At the aspect of application approaches, various digital products can improve our understandings of people-centered heritage and foster the public to take part in heritage conservation (see Fig. 1). Nowadays, people have the chance to create their own digital heritage landscapes, museums, and archives [33]. Furthermore, in the case of the Carpano museum, Spacca and her colleagues examined that Augmented Reality (AR) applications can promote industrial and other kinds of cultural heritage without space and time constraints [26]. Meanwhile, social media apps, such as Facebook, can be used to contribute to making collective community memory visible by story-telling practices [34]. Location-based mobile games are utilized in Palazzo Madama Museum to foster young visitors to a larger extent motivation to explore museums and facilitate their meaning-making process [25].

Fig. 1.
figure 1

The contribution of social media to sustainable cultural heritage management (Produced by the author).

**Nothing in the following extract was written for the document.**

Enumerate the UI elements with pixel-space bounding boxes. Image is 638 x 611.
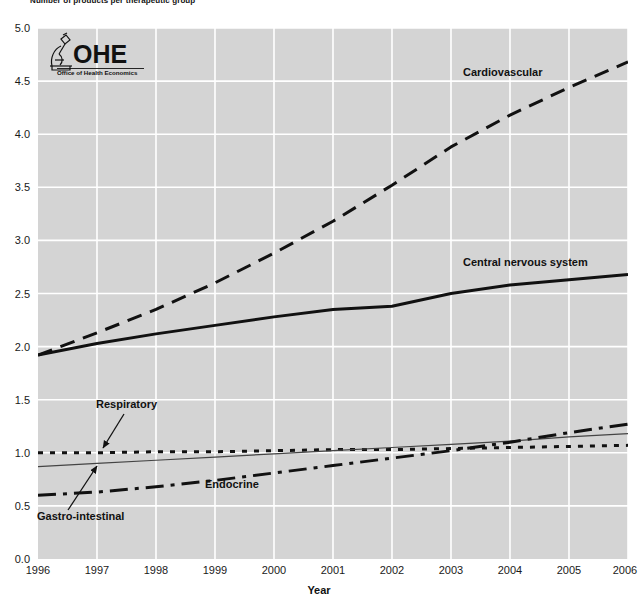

To make cultural heritage conservation a far more inclusive process is immense. The challenges are complex and far different in most cultural contexts [35]. In the recent ten years, the incipient collaborative planning and public participation through the functions of the internet in China have had an increasingly vital influence [9, 10]. On one hand, the Chinese government has tried several times to employ the use of Information and Communication Technologies for provoking better citizen engagement with the aim of creating a positive impact on cultural heritage conservation. Digital application and online communication have gradually become an important method of public consultation and supervision during the construction phase of renewal planning in Dashilar [36]. On the other hand, experts and civic groups utilized social media spontaneously to criticize the large-scale relocation in the regeneration projects of Beijing’s bell and drum tower neighborhood which is proposed by the local government [4]. By using social media, these groups of activists were able to contest official propositions for the area and, based on scientific arguments, suggest better ways to care for current everyday life and alternative forms of memories that matter to its inhabitants [4, 10].

5 Conclusion

UNESCO’s Recommendation on the Historic Urban Landscape marks a brand-new integrated approach to the conservation of Chinese cultural heritage. It highlighted the importance of community engagement and offers a series of participatory tools at the international level, which required deep civic engagement to identify the key values of concerned heritage objects. Social media is one of the vital tools to engage a wider range of audience in conservation practices. It can not only promote in the educational level by rendering heritage and relevant information more accessible, but also involve citizens in further documentation by crowdsourcing. Storytelling and Mapping are the current main research practices of social media to enable a greater awareness of cultural diversity.

While in the Chinese context, online urban heritage practices are considered to have more impact considering the speed of broadcast and involved quantity. Social media offers a platform for local citizens to collaborate with heritage institutions and professionals. A wider utilization of social media in the decision-making process of Chinese heritage conservation can potentially contribute to a more effective on-line community engagement.